Something about Marilynne Robinsons voice seems so authentic as to be alien. In her fiction, her characters, towns, homes, and their happenings are so real, so grounded, so true, and so slowly, quietly, and beautifully ordinary that they seem to come to us from a different time and place. And the thinkers, themes, and topics she writes about in her essays have an honestly unfashionable quality to them. Even when she is writing about contemporary problems, as she very often does, her voice seems to come from another century, perhaps the nineteenth century, a touchstone for her thought. But the valuable experience of estrangement and alienation that we have when reading her is only because our own time is so unreal, so rushed, so breathlessly exuberant, where everything is extraordinary and also plastic, inflated, and ultimately empty. It is only a sad commentary on the state of things today that Robinsons writings seem to come to us from another planet. Her voice is wholly her own and immediately identifiable. No one else writes as vividly and convincingly from a place we inhabited before we became whatever we are now. But that is still the place that Robinsons voice comes from.
In her fiction and nonfiction essays, Marilynne Robinson speaks in this unassumingly iconoclastic voice to subtly weave together a consistent set of principles and practices. When drawn out and drawn together, they offer us what is, in essence, a political philosophy or a political theory: a sustained meditation on the problem of how we should live our individual lives and how we should live together with others. When surfaces are excavated, when depths are plumbed, her fiction and her essays give evidence of a core that we can piece together to articulate an ethos, a sensibility, a way of being in the world, that contains lessons for how to experience the world around us and how to approach each other with due reverence.

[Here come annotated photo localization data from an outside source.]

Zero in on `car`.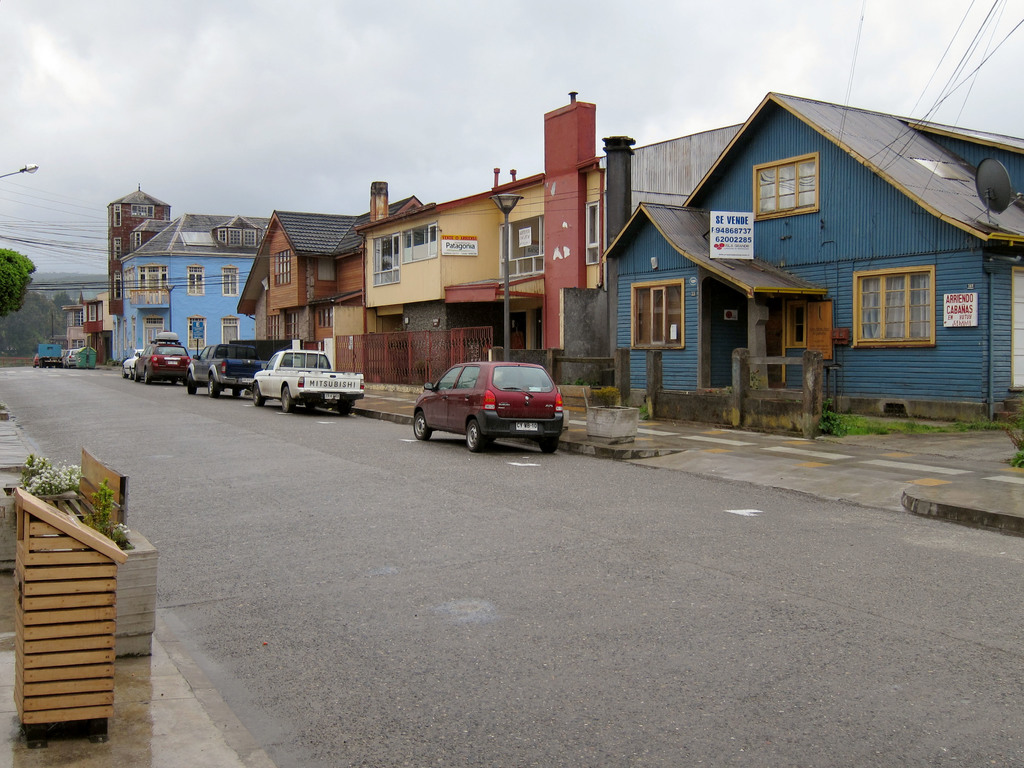
Zeroed in: bbox=[122, 348, 144, 380].
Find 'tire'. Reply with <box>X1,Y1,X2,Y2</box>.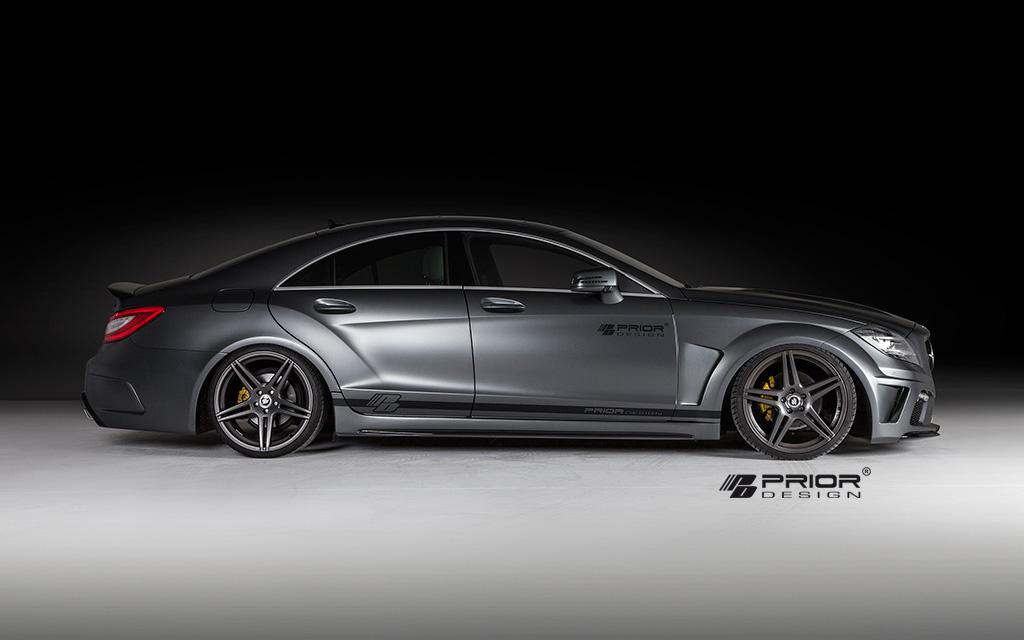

It might seem somewhat vulgar, though, to call what Robinson offers a political theory, because her writings only rarely advocate for any conventional politics in a direct fashion and her unique constellation of beliefs, values, and advocacies dont fit into our usual categories of Republican or Democratic, red or blue, conservative or liberal. Indeed, that is the nature and that is the value of the unconventional philosophy her works embody and encourage. Her political theory, because that is what it is even if the label jars a bit, is communicated not by preaching lessons or giving advice, but just by showing, again and again, through the experiences of her characters and through the themes of her essays, the value of a particular kind of courage that is so difficult to achieve: the courage it takes to make ourselves vulnerable by facing the challenges and uncertainties of our ordinary lives with a spirit of open-mindedness and attentive perception to what our own eyes see and what our own ears hear and to grant the same respect to the experience of other humans. Like Emmanuel Levinas, Robinson takes seriously the idea that every other human being makes a legitimate claim on us and demands our consideration and respect. The unlikely heroes of Robinsons writingscharacters like Sylvie and John Amesenact her understanding of this democratic ethos. Through them and in her essays, she traces the value of an attitude of receptivity, a capacity to experience the world around us directly without the filters of conventional categories and dualisms, and an ability to recognize the grandeur that everyday ordinary life offers and that everyday ordinary people represent.